Jerusalem: Bulldozers in Silwan on the ‘archaeologists’ front'
In the ‘favourable’ climate created by the war, the Israeli authorities yesterday demolished the Al Bustan Centre, in the neighbourhood close to the Suleiman Walls. An area that for years they have wanted to clear of Arab families in order to expand the infrastructure of the tourist park that is bringing to light all the remains of ancient Jewish Jerusalem.
Jerusalem (AsiaNews) - While air raids and missiles are being fought in Gaza and Lebanon, in the heart of Jerusalem - right in the shadow of Suleiman's walls - the bulldozer front is advancing.
Yesterday morning they went back into action in the Silwan neighbourhood, in East Jerusalem, to demolish, along with a Palestinian house, a symbolic place: the garden equipped for children that has become the heart of Al Bustan, an Arab NGO that for more than fifteen years has been fighting against the expulsion of dozens of families in the name of the expansion of the archaeological park of the ‘City of David’, a project that symbolises the exclusively Jewish identity of Jerusalem carried out by the Israeli nationalist right.
Silwan - an Arab quarter of 50,000 inhabitants, which is also the ancient Siloe mentioned in the Gospels - has long been at the centre of a bitter clash, well known to international diplomacy. Until 1967, when this area was still under Jordanian sovereignty, its appearance was still predominantly that of the garden to which its Arabic name refers.
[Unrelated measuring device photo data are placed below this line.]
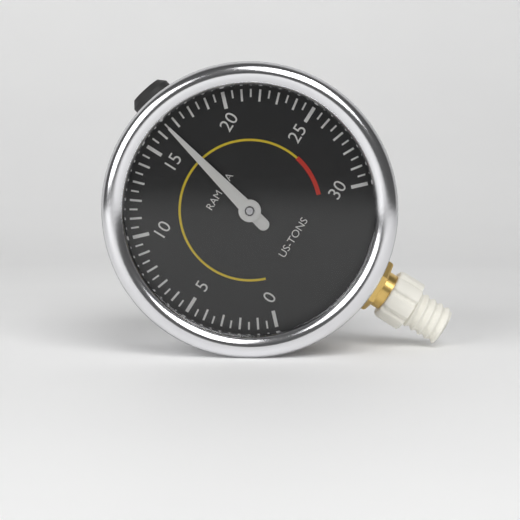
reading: 16.5 US-TONS
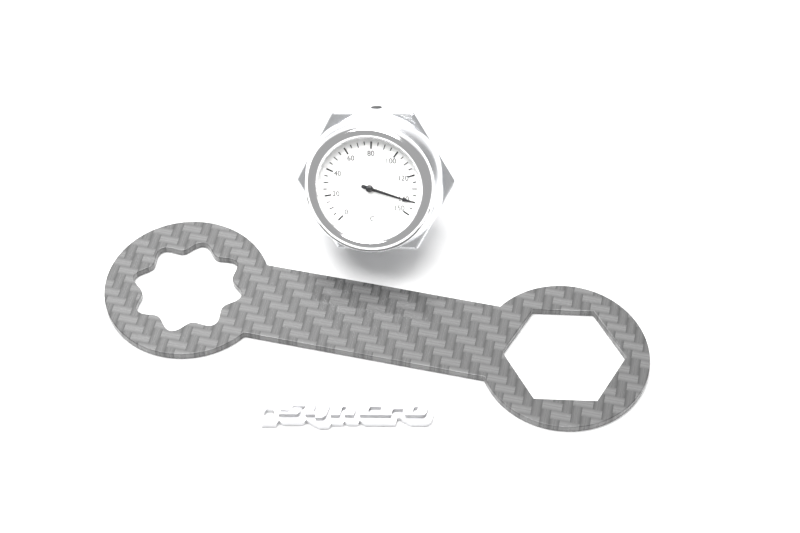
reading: 140 °C
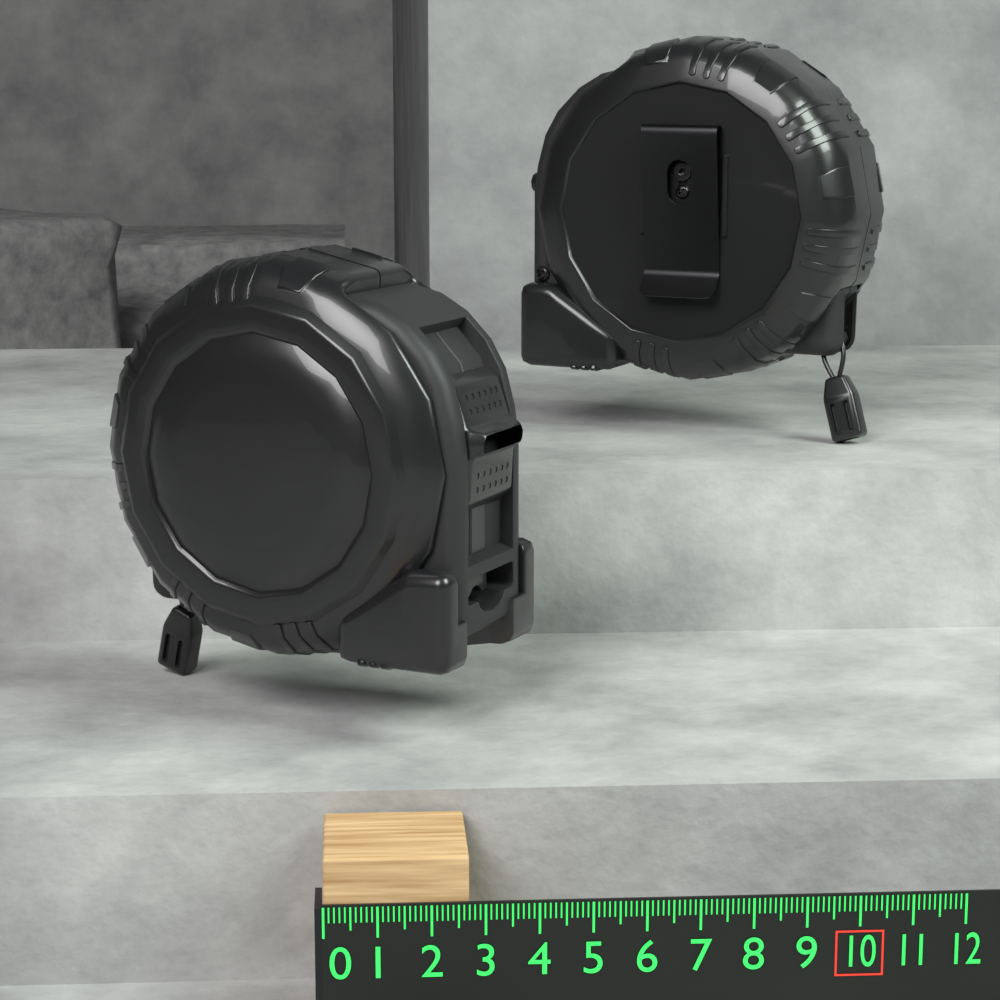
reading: 2.7 (no unit)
But between the 1970s and 1980s - when in ‘unified’ Jerusalem, the Israeli administration blocked all planning permits for the construction of new houses in Arab neighbourhoods - the present neighbourhood ‘illegally’ grew up in Silwan. The situation began to change in the early 2000s, however, with excavations in an area that - according to some archaeologists - is said to be that of the first Jerusalem, that of King David 3000 years ago.
From that moment, this area began to attract the attention of Israeli nationalists, determined to unearth everything that speaks of a Jewish presence prior to the time of the Arabs.
With the generous financial support of Sheldon Adelson - an American casino magnate and Netanyahu's (and now through his heirs also Donald Trump's) big backer - the archaeological park ofIr David (the ‘City of David’) was born and is now one of the major attractions for Jewish tourists visiting Jerusalem.
Entrusted for management to Elad - an NGO close to settler circles - it has begun to target the neighbouring houses of the Arabs, claiming Jewish property in court under pre-1948 war presences. But using the same yardstick, many Arabs should also be able to claim what were their homes and were forced to leave because of the conflict.
In the meantime, in Silwan, the archaeological park has continued to grow underground (with a network of archaeological tunnels that literally pass under the homes of the Arabs) and with an option on the sky as well: right here, in fact, the panoramic cable car should have its hub, another contested tourist project that has been looming over Jerusalem for years.
No wonder, then, that the war - with all the cautions that have been dropped - has become an opportunity for new coups in a strategic area like Silwan. In July, the Jerusalem District Court gave the go-ahead for the eviction of 87 families from their homes, a total of 680 people.
And despite appeals by the UN human rights office, bulldozers are proceeding with the demolitions one by one. Yesterday, therefore, it was also the turn of the house in Na'im Roweidi, whose courtyard housed the Al-Bustan Centre for children and the ‘solidarity tent’, for years a protest presidium of the local community against the demand to empty Silwan of its inhabitants.
Also protesting the demolition yesterday was the Consulate General of France in Jerusalem, recalling that the Paris government - along with 21 French local administrations - had supported the Al Bustan Centre with over half a million euros since 2019, to offer ‘more than a thousand children and young people cultural and sporting activities and essential educational and psychological support’. Arab faces and presences for which there is no longer a place inIr David's projects.